Home Tech The war on passwords is one step closer to ending

The war on passwords is one step closer to ending

0 comments
The war on passwords is one step closer to ending

Password-removing technology known as “passkeys” has proliferated over the past two years, developed by the technology industry association known as the FIDO Alliance as an easier, more secure authentication alternative. And while it’s difficult to replace any technology as entrenched as passwords, new features and resources launching this week are taking passwords to a tipping point.

At the FIDO Alliance’s Authenticate conference in Carlsbad, California, on Monday, researchers announced two projects that will make passcodes easier for organizations to offer and easier for everyone to use. One is a new technical specification called Credential Exchange Protocol (CXP) that will make access keys portable across digital ecosystems, a feature that users have increasingly demanded.
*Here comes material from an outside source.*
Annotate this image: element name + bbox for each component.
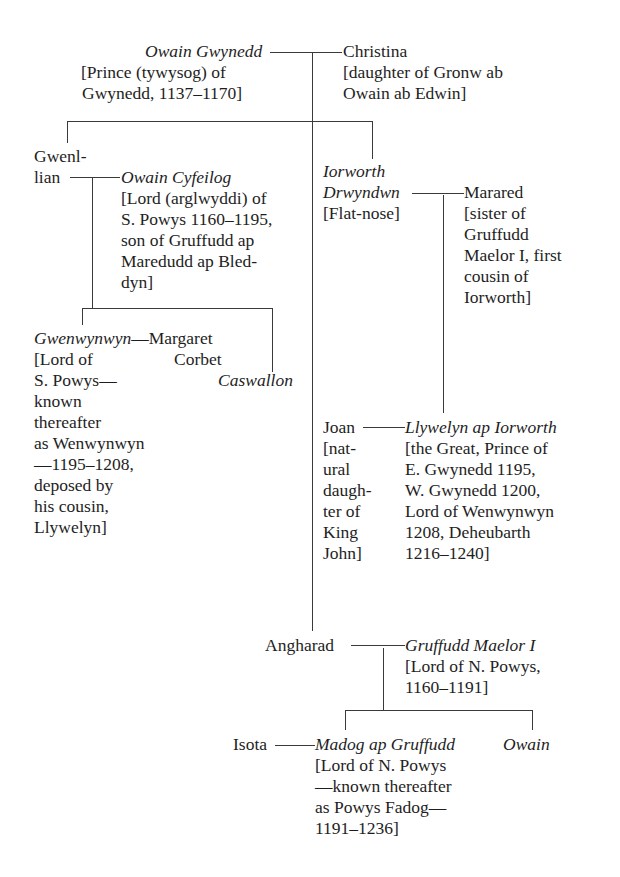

The other is a website, called Access key centerwhere developers and system administrators can find resources such as metrics and implementation guides that make it easy to add support for access keys to existing digital platforms.

“To me, both announcements are part of a broader story of the industry working together to stop our reliance on passwords,” Andrew Shikiar, executive director of the FIDO Alliance, told WIRED ahead of Monday’s announcements. “And when it comes to CXP, we have all these companies that are fierce competitors willing to collaborate on credential sharing.”

CXP comprises a set of draft specifications developed by the FIDO Alliance’s “Credential Providers Special Interest Group.” The development of technical standards can often be a complicated bureaucratic process, but the creation of CXP appears to have been positive and collaborative. Researchers from password managers 1Password, Bitwarden, Dashlane, NordPass and Enpass worked at CXP, as did those from identity providers Okta, Apple, Google, Microsoft, Samsung and SK Telecom.

Specifications are important for several reasons. CXP was created for passcodes and is intended to address a long-standing criticism that passcodes could contribute to user lock-in by making it prohibitively difficult for people to move between operating system vendors and device types. However, in many ways this problem already exists with passwords. Export features that allow you to move all your passwords from one administrator to another are often dangerously exposed and essentially just download a list of all your passwords in a plain text file.

It’s become much easier to sync passkeys between your devices through a single password manager, but CXP aims to standardize the technical process to securely transfer them between platforms so that users are free and safe to roam the landscape. digital. Importantly, while CXP was designed with access keys in mind, it is actually a specification that can be adapted to securely exchange other secrets, including passwords or other types of data.